As a dream - This is the beginning of the comparison, which is pursued and applied in the next verse. Sennacherib and his mighty army are not compared to a dream because of their sudden disappearance; but the disappointment of their eager hopes is compared to what happens to a hungry and thirsty man, when he awakes from a dream in which fancy had presented to him meat and drink in abundance, and finds it nothing but a vain illusion. The comparison is elegant and beautiful in the highest degree, well wrought up, and perfectly suited to the end proposed. The image is extremely natural, but not obvious: it appeals to our inward feelings, not to our outward senses; and is applied to an event in its concomitant circumstances exactly similar, but in its nature totally different. See De S. Poes. Hebr.

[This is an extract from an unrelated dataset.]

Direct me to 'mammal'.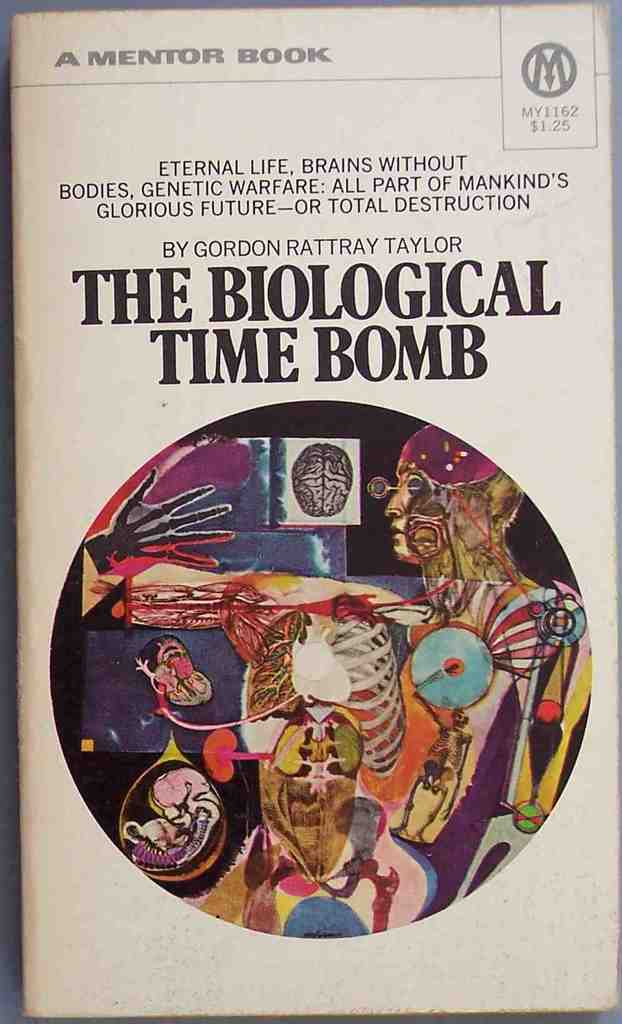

Praelect. 12. For beauty and ingenuity it may fairly come in competition with one of the most elegant of Virgil, greatly improved from Homer, Iliad 22:199, where he has applied to a different purpose, but not so happily, the same image of the ineffectual working of imagination in a dream: -
Ac veluti in somnis, oculos ubi languida pressit
Nocte quies, necquicquam avidos extendere cursus
Velle videmur, et in mediis conatibus aegri
Succidimus; non lingua valet, non corpore notae
Sufficiunt vires, nec vox, nec verba sequuntur.
Aen., 12:908.
"And as, when slumber seals the closing sight,
The sick wild fancy labors in the night;
Some dreadful visionary foe we shun
With airy strides, but strive in vain to run;
In vain our baffled limbs their powers essay;
We faint, we struggle, sink, and fall away;
Drain'd of our strength, we neither fight nor fly,
And on the tongue the struggling accents die."
Pitt.
Lucretius expresses the very same image with Isaiah: -
Ut bibere in somnis sitiens quum quaerit, et humor
Non datur, ardorem in membris qui stinguere possit;
Sed laticum simulacra petit, frustraque laborat,
In medioque sitit torrenti flumine potans.
As a thirsty man desires to drink in his sleep,
And has no fluid to allay the heat within,
But vainly labors to catch the image of rivers,
And is parched up while fancying that he is drinking at a full stream.
Bishop Stock's translation of the prophet's text is both elegant and just: -
"As when a hungry man dreameth; and, lo! he is eating:
And he awaketh; and his appetite is unsatisfied.
And as a thirsty man dreameth; and, lo! he is drinking:
And he awaketh; and, lo! he is faint,
And his appetite craveth."
Lucretius almost copies the original.
All that fight against her and her munition "And all their armies and their towers" - For ומצדתה צביה tsobeyha umetsodathah, I read, with the Chaldee, ומצדתם צבאם tsebaam umetsodatham .
And the multitude of all the nations - The Assyrians, and their allied hosts.
And her munition - Her fortresses, castles, places of strength 2 Samuel 5:7; Ecclesiastes 9:14; Ezekiel 19:9.
Shall be as a dream of a night vision - In a dream we seem to see the objects of which we think as really as when awake, and hence, they are called visions, and visions of the night Genesis 46:2; Job 4:13; Job 7:14; Daniel 2:28; Daniel 4:5; Daniel 7:1, Daniel 7:7, Daniel 7:13, Daniel 7:15. The specific idea here is not that of the “suddenness” with which objects seen in a dream appear and then vanish, but it is that which occurs in Isaiah 29:8, of one who dreams of eating and drinking, but who awakes, and is hungry and thirsty still. So it was with the Assyrian. He had set his heart on the wealth of Jerusalem. He had earnestly desired to possess that city - as a hungry man desires to satisfy the cravings of his appetite. But it would be like the vision of the night; and on that fatal morning on which he should awake from his fond dream Isaiah 37:36, he would find all his hopes dissipated, and the longcherished desire of his soul unsatisfied still.